There was some discussion about type checking in the LuaOhSix
workshop. I've now experimented with the concept (at a patch
level, on 5.1.1) and come to the point where it's better to stop
for a while, and tell what I've been up to.
Here are syntactic samples, they do parse but don't get runtime-
checked, yet (there's a couple greater hurdles on that..)
-- -1<=v<=3 on input, and -2<= <=2 on return
--
local function mynut( v :range(-1,3) )
: range(-2,2)
return v-1
end
-- more parameters, multiple return types
--
local function mydear( t :string_or_table, i :int, j :int_opt,
n :number_opt )
: string : table : int_opt
--return -- fail
--return 1,2,3 --fail
--return "",{i=5} -- ok
return "",{i=5},33 -- ok
end
-- table structure constraint (can also be covered by a custom
constraint function)
--
local myfear= function( t :{ a=int, b=string }, v :int_opt )
..
end
local function myfear( t :myab, v :int_opt )
..
end
I first planned only to have the function entry/return values
checked (and this can be done in pure Lua, it's not much trouble..)
but later extended to concept to what if _any_ Lua (local) variable
could be tagged as of certain type(s), and that tested each time
the variable is given a new value.
local myvar :int, mystr :string= 10, 0 -- will become "0"
assert.number( myvar )
assert.string( mystr ) -- mystr should have implicitly gotten 0-
>"0" conversion
One could use such technique only where wanting, of course. The
purpose would be to bring Lua a bit towards the static typed
direction, but carefully.
There are some neat side-effects to this. :) Such as ability to
implicitly make those '(%d+)' captures become numbers, without
harming the rest of the Lua population. That was not why I started
to look into this, though.
local a:number, b:any= string.match( "123 456", "^(%d+)%s+(%d+)" )
Will finish this "sometime later". Currently, it's here just to
let you know, and in case someone's up to a similar study.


EXERCISE BRIEF: Could you repeat every record below exactly, leaving out the pictures?
*** Opening SOURCE INFORMATION ***
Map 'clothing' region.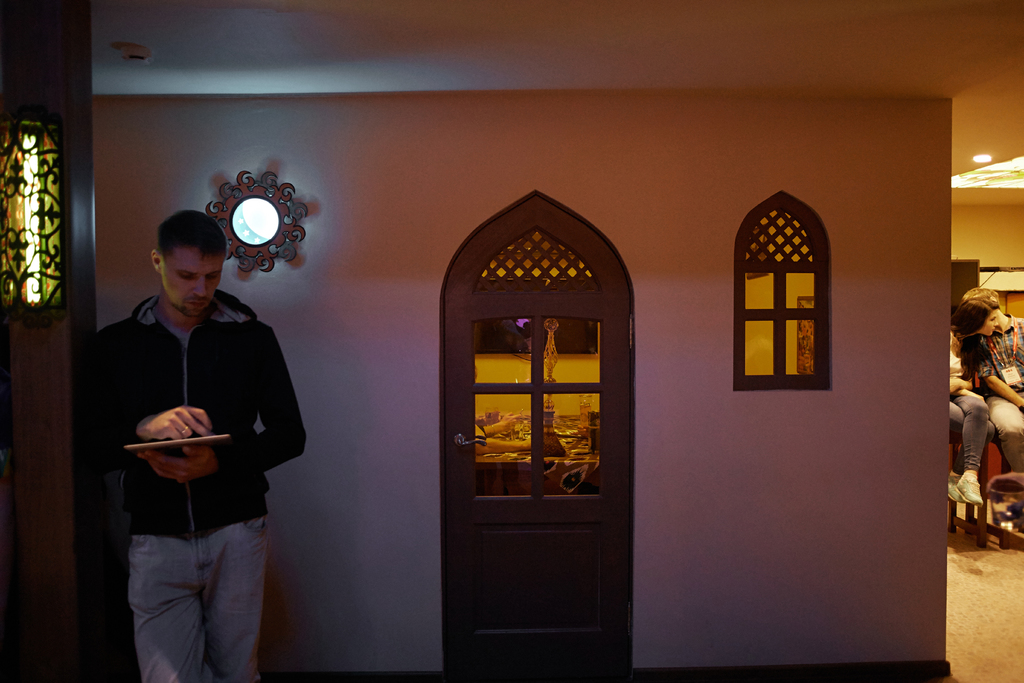
Mapped to [947,344,991,469].
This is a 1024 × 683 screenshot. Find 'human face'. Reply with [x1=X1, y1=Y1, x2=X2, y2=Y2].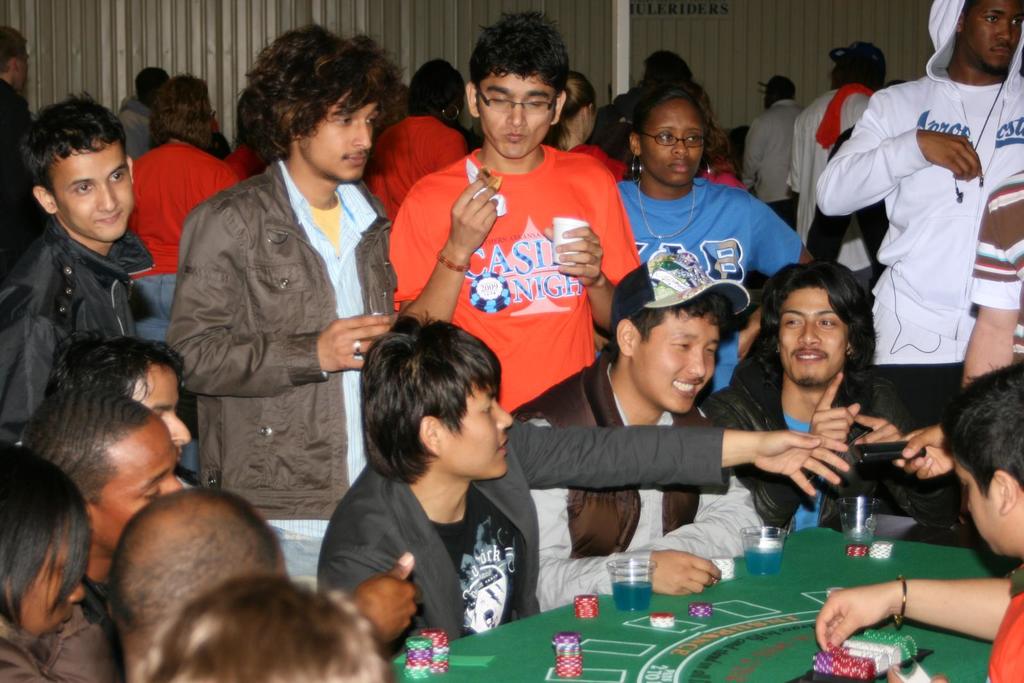
[x1=134, y1=369, x2=190, y2=449].
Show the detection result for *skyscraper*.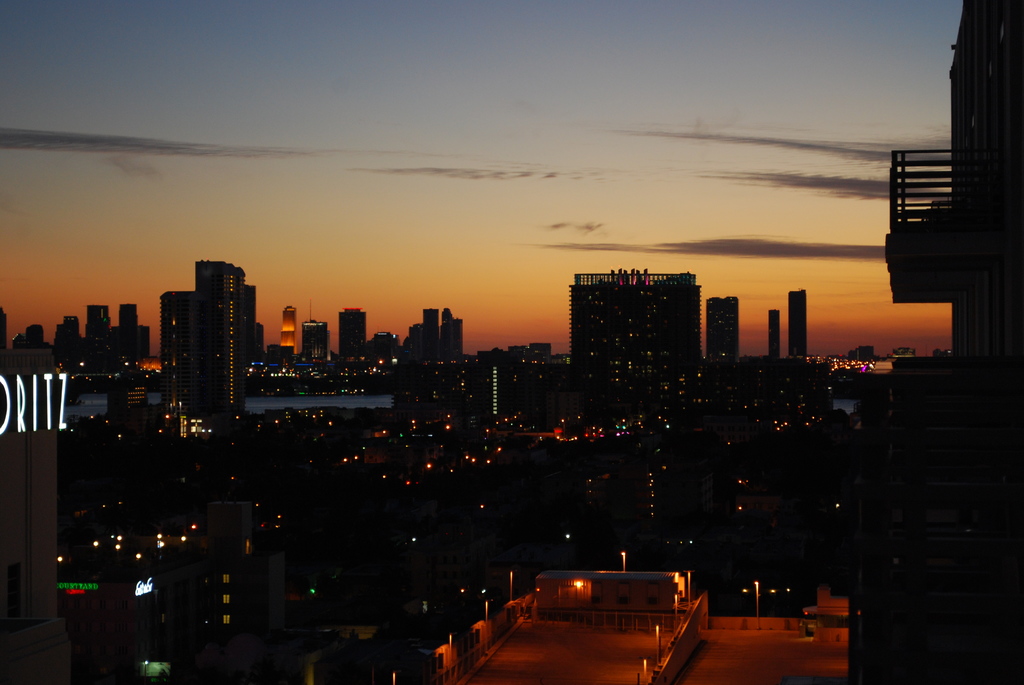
*** Closing SOURCE INFORMATION ***
REPLY TO THE EXERCISE:
Map 'clothing' region.
Mapped to [947,344,991,469].
This is a 1024 × 683 screenshot. Find 'human face'. Reply with [x1=X1, y1=Y1, x2=X2, y2=Y2].
[x1=134, y1=369, x2=190, y2=449].
Show the detection result for *skyscraper*.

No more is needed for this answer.